My problem is that each customer may have a different Fiscal Calendar. While it is unlikely that if I have 50,000 source databases, that I would end up with that many fiscal calendars, it is not impossible that I will end up with thousands of variations in Fiscal Calendar. This is particularly problematic when you include the fact that each customer may have different "Workdays" and those would be kept via this same model as well. So, as I see it, I have a few options.
1. Have one primary Calendar Table including standard and fiscal calendar info with a set of records for each customer. This would likely create performance issues.
2. Split out each customer's Calendars into separate tables potentially creating a maintenance issues.
3. A multiple table setup where the standard calendar is separate and then use a separate table to keep track of each customer's fiscal calendar. A new fiscal calendar would only be added when a new variation was needed. This still may be a performance issue when the Workdays problem is addressed because we'll have so many variations.
4. Model each Calendar Year as a unit which will keep the number of variations among the Fiscal Calendars down?
5. Work on my resume. jk
We will mostly be consuming the data in SSAS Cubes and Cognos Cubes.
Have any of you tackled something like this before and can give some advice?
My problem is that each customer may have a different Fiscal Calendar.
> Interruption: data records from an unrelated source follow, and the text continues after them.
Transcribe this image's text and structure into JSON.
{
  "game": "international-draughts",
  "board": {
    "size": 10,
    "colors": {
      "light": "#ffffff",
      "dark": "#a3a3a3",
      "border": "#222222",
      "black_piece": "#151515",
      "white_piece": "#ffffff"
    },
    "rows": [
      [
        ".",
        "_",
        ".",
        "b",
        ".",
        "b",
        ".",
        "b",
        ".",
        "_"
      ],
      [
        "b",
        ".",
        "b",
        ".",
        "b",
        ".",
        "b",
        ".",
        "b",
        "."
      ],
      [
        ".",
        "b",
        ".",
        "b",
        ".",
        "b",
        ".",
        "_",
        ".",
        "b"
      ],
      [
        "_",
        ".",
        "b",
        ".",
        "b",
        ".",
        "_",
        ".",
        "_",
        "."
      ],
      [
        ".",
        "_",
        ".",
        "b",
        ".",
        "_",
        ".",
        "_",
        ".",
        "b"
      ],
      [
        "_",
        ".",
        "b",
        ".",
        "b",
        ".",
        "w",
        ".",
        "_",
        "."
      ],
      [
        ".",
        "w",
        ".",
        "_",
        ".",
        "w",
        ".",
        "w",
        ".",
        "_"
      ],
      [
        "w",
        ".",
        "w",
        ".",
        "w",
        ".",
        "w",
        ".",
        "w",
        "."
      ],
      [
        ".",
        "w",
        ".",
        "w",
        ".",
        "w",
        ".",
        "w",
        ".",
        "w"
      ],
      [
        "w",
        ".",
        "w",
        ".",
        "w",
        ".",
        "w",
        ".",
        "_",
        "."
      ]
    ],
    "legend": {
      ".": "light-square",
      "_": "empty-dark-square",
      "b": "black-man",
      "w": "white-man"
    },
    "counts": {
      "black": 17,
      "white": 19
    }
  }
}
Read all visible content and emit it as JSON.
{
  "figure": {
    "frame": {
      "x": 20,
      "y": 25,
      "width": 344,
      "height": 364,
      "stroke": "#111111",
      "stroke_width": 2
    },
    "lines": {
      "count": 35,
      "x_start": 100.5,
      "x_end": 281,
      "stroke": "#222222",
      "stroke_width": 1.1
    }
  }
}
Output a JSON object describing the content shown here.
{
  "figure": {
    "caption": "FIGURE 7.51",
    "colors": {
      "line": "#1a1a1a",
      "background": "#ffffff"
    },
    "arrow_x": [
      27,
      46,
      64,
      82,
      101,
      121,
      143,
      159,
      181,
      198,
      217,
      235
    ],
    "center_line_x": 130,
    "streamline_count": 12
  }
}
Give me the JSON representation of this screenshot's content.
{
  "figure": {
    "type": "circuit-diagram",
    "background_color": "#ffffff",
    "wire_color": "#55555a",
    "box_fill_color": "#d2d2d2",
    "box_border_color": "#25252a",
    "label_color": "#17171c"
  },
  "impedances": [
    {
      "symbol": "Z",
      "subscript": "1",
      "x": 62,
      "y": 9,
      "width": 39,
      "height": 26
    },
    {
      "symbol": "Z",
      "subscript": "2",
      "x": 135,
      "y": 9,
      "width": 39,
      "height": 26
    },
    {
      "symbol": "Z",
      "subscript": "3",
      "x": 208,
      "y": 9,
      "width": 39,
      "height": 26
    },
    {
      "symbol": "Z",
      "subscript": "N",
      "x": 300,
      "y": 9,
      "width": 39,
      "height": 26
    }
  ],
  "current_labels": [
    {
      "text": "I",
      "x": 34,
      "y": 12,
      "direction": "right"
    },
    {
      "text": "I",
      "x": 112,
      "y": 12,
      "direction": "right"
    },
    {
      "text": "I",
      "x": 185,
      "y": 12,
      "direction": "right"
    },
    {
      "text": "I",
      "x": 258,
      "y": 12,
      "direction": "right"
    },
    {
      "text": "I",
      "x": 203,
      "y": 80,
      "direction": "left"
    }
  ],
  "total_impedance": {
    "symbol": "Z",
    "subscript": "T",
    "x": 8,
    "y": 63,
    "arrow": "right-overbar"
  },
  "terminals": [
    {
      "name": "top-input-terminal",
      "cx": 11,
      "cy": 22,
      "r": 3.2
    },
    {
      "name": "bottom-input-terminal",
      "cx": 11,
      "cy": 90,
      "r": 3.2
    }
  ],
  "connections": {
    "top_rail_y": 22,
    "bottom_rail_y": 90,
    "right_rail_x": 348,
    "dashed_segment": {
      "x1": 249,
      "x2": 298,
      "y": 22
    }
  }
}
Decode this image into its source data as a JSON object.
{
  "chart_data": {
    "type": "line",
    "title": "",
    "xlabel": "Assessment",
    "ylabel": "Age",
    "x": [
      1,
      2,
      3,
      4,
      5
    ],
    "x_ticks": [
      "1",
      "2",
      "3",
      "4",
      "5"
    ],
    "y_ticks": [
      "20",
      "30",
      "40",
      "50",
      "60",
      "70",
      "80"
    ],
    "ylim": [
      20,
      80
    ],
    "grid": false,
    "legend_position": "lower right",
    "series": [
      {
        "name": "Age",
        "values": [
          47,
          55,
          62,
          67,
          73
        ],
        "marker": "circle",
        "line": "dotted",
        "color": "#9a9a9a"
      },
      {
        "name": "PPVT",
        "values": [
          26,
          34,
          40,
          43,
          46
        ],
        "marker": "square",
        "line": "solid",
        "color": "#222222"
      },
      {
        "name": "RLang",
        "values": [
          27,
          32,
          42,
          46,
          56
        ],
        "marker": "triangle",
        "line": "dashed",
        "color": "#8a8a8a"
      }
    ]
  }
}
While it is unlikely that if I have 50,000 source databases, that I would end up with that many fiscal calendars, it is not impossible that I will end up with thousands of variations in Fiscal Calendar. This is particularly problematic when you include the fact that each customer may have different "Workdays" and those would be kept via this same model as well. So, as I see it, I have a few options.
1. Have one primary Calendar Table including standard and fiscal calendar info with a set of records for each customer. This would likely create performance issues.
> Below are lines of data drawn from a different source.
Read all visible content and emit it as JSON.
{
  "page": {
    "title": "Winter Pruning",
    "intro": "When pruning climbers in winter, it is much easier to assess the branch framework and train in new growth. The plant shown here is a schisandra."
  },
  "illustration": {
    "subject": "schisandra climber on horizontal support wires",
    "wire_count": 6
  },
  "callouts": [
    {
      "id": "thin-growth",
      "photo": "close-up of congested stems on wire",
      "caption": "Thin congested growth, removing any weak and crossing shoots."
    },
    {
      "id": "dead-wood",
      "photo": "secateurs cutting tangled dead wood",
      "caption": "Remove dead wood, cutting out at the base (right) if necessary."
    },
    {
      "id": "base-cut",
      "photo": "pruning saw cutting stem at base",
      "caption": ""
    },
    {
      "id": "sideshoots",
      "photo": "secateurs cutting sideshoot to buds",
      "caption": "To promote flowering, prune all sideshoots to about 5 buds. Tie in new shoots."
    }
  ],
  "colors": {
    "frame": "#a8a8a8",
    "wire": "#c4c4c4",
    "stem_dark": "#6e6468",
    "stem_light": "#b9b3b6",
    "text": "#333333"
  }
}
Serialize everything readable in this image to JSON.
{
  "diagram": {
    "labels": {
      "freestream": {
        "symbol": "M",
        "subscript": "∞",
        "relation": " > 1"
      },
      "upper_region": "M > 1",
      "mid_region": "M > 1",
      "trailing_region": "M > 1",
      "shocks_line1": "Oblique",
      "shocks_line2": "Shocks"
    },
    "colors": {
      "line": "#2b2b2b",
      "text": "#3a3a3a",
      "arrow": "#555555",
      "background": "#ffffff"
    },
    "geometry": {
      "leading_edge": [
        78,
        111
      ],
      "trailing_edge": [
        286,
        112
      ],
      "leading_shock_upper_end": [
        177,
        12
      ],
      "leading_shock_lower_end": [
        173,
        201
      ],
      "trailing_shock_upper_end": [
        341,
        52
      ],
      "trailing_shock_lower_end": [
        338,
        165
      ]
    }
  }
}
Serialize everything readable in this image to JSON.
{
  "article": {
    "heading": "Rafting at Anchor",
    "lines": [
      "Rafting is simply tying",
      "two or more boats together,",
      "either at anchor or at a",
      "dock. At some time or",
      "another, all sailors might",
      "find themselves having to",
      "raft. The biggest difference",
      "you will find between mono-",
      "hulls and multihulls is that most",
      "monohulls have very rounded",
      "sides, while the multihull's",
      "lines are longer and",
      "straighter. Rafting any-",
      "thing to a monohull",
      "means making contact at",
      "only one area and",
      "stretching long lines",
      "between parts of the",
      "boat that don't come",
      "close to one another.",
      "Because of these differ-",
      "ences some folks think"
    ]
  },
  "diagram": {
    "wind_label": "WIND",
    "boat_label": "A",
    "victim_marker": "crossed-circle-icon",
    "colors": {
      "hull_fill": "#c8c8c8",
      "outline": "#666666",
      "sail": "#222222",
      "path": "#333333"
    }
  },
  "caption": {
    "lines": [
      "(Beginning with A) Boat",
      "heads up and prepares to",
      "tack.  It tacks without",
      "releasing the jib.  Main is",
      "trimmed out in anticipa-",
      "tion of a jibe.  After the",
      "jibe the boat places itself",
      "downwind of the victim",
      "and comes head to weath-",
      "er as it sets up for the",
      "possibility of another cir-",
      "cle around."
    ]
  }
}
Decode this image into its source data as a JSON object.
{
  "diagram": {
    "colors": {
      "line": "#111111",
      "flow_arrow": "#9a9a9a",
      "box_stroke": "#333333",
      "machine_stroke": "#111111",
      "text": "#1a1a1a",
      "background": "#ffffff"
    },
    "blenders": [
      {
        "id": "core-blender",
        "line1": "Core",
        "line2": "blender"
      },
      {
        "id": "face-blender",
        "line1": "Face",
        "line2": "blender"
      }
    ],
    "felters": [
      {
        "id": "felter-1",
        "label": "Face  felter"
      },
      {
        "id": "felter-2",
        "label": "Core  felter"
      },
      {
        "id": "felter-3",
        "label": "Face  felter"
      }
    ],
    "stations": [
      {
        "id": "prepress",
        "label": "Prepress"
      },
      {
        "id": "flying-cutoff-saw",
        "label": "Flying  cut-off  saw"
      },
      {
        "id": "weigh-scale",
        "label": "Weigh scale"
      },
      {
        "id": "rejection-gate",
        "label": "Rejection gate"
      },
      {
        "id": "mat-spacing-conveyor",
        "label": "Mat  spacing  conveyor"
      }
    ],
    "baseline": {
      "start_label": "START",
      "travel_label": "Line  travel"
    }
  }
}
2. Split out each customer's Calendars into separate tables potentially creating a maintenance issues.
3. A multiple table setup where the standard calendar is separate and then use a separate table to keep track of each customer's fiscal calendar. A new fiscal calendar would only be added when a new variation was needed. This still may be a performance issue when the Workdays problem is addressed because we'll have so many variations.
4. Model each Calendar Year as a unit which will keep the number of variations among the Fiscal Calendars down?
5. Work on my resume. jk
We will mostly be consuming the data in SSAS Cubes and Cognos Cubes.
Have any of you tackled something like this before and can give some advice?
DavidStein- Posts : 24
Join date : 2010-04-01
Re: Thousands of Fiscal Calendars
Why not create a Fiscal Year Dimension table? I assume a row in a fact table can belong in 1 and only 1 Fiscal Year. If that's the case, then wouldn't a column in the fact table that essential said this row belongs the Fiscal Year X work? The Fiscal year Dimension Table could contain the Date Dimension Keys for the beginning and end of the fiscal year and you might even include the Customer Key in the Fiscal year Dimension to faciliate assigning the key to the fact table. You could load the fact table with the Date Dimension Key and the Customer Key. Then you could assign the Fiscal Year Key by setting the Customer Keys equal to each other and the Date Key between the begin and ending date keys on the Fiscal Year Dimension.
Jeff Smith- Posts : 471
Join date : 2009-02-03
Re: Thousands of Fiscal Calendars
I was thinking of a similar design to Jeff, but rather than a Customer Key I think you could have a Calendar Type Key (as many of your customers will share common calendar definitions). This would help reduce the volume of the Fiscal Calendar table.
Re: Thousands of Fiscal Calendars
Pardon my ignorance on this, but if there are only 365 days in a year, how can you have 1000's of different fiscal calendars?
BoxesAndLines- Posts : 1212
Join date : 2009-02-03
Location : USA
Re: Thousands of Fiscal Calendars
I'm agreeing with Box and Lines. I don't see how you can have more than 365 fiscal calendars. But the same solutions apply.
Jeff Smith- Posts : 471
Join date : 2009-02-03
Re: Thousands of Fiscal Calendars
Jeff Smith wrote:I'm agreeing with Box and Lines. I don't see how you can have more than 365 fiscal calendars. But the same solutions apply.
You can have a month based calendar, a 4-5-4 calendar, a 13 period calendar, a semester calendar, a trimester calendar, different days to start a week, yeah... it can get into the 1000's, but not very likely...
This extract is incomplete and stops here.